Remortgage your current loan and clear your Help to Buy equity loan in one move








HTB redemption gets expensive in year 6. Our HTB-specialist mortgage advisers help Exeter owners remortgage onto a larger mortgage that clears the Help to Buy equity loan and leaves just one mortgage payment to manage. We compare deals across HTB-friendly lenders, we know the Target HCA process, and we case-manage the moving parts from the RICS Red Book valuation through to solicitor completion. The first chat is free. In standard cases we are paid a procuration fee by the lender on completion, though some specialist HTB cases can carry a flat advice fee and we tell you that upfront.
For Exeter, the local numbers matter because your repayment is based on today’s value, not the amount you borrowed on day one. home.co.uk shows an average asking price of £378,790 in May 2026, while homedata.co.uk records an average sold price of £336,000 across the Exeter postcode area between April 2025 and March 2026. That same homedata.co.uk period shows prices down 4%, equal to £15,000, and 7,100 sales in total, with 209 new-build sales making up 3.0%. Where our research uses postcode-area data rather than a tight city-boundary cut, we flag that, because Exeter HTB cases still have to be sized to the actual property and the actual valuation.

£378,790
Average Asking Price, May 2026
£336,000
Average Sold Price, Apr 2025 to Mar 2026
-4% (£15,000)
12-Month Sold Price Change
7,100
Sales in Last 12 Months
209 sales (3.0%)
New-Build Sales Share
£67,200
Typical HTB Loan on £336,000 at 20%
Using listing data from home.co.uk and property data from homedata.co.uk
Most Exeter HTB owners do not sell to repay the equity loan. They refinance it. That usually means one new mortgage which covers your current mortgage balance, the Help to Buy redemption amount, and sometimes any product fee or legal cost that you choose to add. In practical terms, an owner in EX1, EX2 or EX4 is asking the new lender to replace two debts with one, and the lender then checks affordability and loan to value on the full figure.

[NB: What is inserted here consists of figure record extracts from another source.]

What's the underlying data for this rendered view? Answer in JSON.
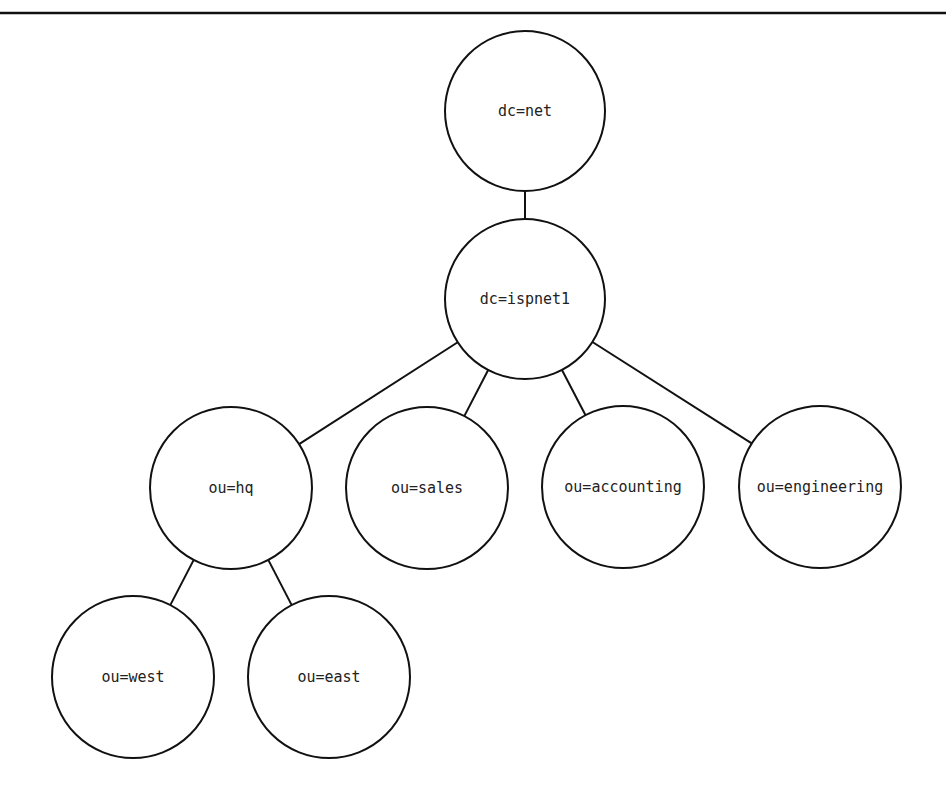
{
  "diagram": {
    "type": "tree",
    "colors": {
      "stroke": "#111111",
      "text": "#222222",
      "background": "#ffffff"
    },
    "nodes": [
      {
        "id": "net",
        "label": "dc=net",
        "cx": 525,
        "cy": 111,
        "r": 80
      },
      {
        "id": "ispnet1",
        "label": "dc=ispnet1",
        "cx": 525,
        "cy": 299,
        "r": 80
      },
      {
        "id": "hq",
        "label": "ou=hq",
        "cx": 231,
        "cy": 488,
        "r": 81
      },
      {
        "id": "sales",
        "label": "ou=sales",
        "cx": 427,
        "cy": 488,
        "r": 81
      },
      {
        "id": "accounting",
        "label": "ou=accounting",
        "cx": 623,
        "cy": 487,
        "r": 81
      },
      {
        "id": "engineering",
        "label": "ou=engineering",
        "cx": 820,
        "cy": 487,
        "r": 81
      },
      {
        "id": "west",
        "label": "ou=west",
        "cx": 133,
        "cy": 677,
        "r": 81
      },
      {
        "id": "east",
        "label": "ou=east",
        "cx": 329,
        "cy": 677,
        "r": 81
      }
    ],
    "edges": [
      {
        "from": "net",
        "to": "ispnet1"
      },
      {
        "from": "ispnet1",
        "to": "hq"
      },
      {
        "from": "ispnet1",
        "to": "sales"
      },
      {
        "from": "ispnet1",
        "to": "accounting"
      },
      {
        "from": "ispnet1",
        "to": "engineering"
      },
      {
        "from": "hq",
        "to": "west"
      },
      {
        "from": "hq",
        "to": "east"
      }
    ]
  },
  "labels": {
    "net": "dc=net",
    "ispnet1": "dc=ispnet1",
    "hq": "ou=hq",
    "sales": "ou=sales",
    "accounting": "ou=accounting",
    "engineering": "ou=engineering",
    "west": "ou=west",
    "east": "ou=east"
  }
}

Here is a simple Exeter-style example using local numbers. Say you bought with Help to Buy and your home is now valued at £336,000, which matches the average sold price recorded by homedata.co.uk for the Exeter postcode area between April 2025 and March 2026. If your Help to Buy share is 20%, the redemption amount is £67,200. Now add a current mortgage balance of £182,000 and a product fee of £999, and the new mortgage needed becomes £250,199.
That matters because affordability and loan to value can look better than owners expect. On the numbers above, £250,199 against a £336,000 valuation gives a post-redemption LTV of 74.46%. Many people assume redeeming the equity loan will push them into weak pricing, but a higher current value can pull the LTV back down. The lender still stress-tests income, credit profile and outgoings, though. So the right sequence is to price the redemption, then check how the new mortgage stacks up.
Illustrative example only. HTB figures use a £67,200 equity loan, based on 20% of £336,000 from homedata.co.uk sold-price data for the Exeter postcode area. Mortgage interest example uses 5.00% for comparison only and is not a quote.
Not every lender will take a remortgage case that includes Help to Buy redemption. Some accept it only where the solicitor paperwork is in order and the valuation wording matches Target HCA requirements. Some will cap how much fee can be added. Others will want the redemption figure confirmed before they issue the final offer. That is where specialist familiarity helps.
Our whole-of-market brokers screen the market for lenders that are active on HTB redemption cases in Exeter. We look at lender criteria, your likely post-redemption LTV, your income position, and any timing issue around an existing fixed rate. For owners in the EX postcode area, that can save a lot of false starts. A lender with a sharp headline rate is no use if it does not like equity-loan redemptions or if the case misses the Target HCA deadline window.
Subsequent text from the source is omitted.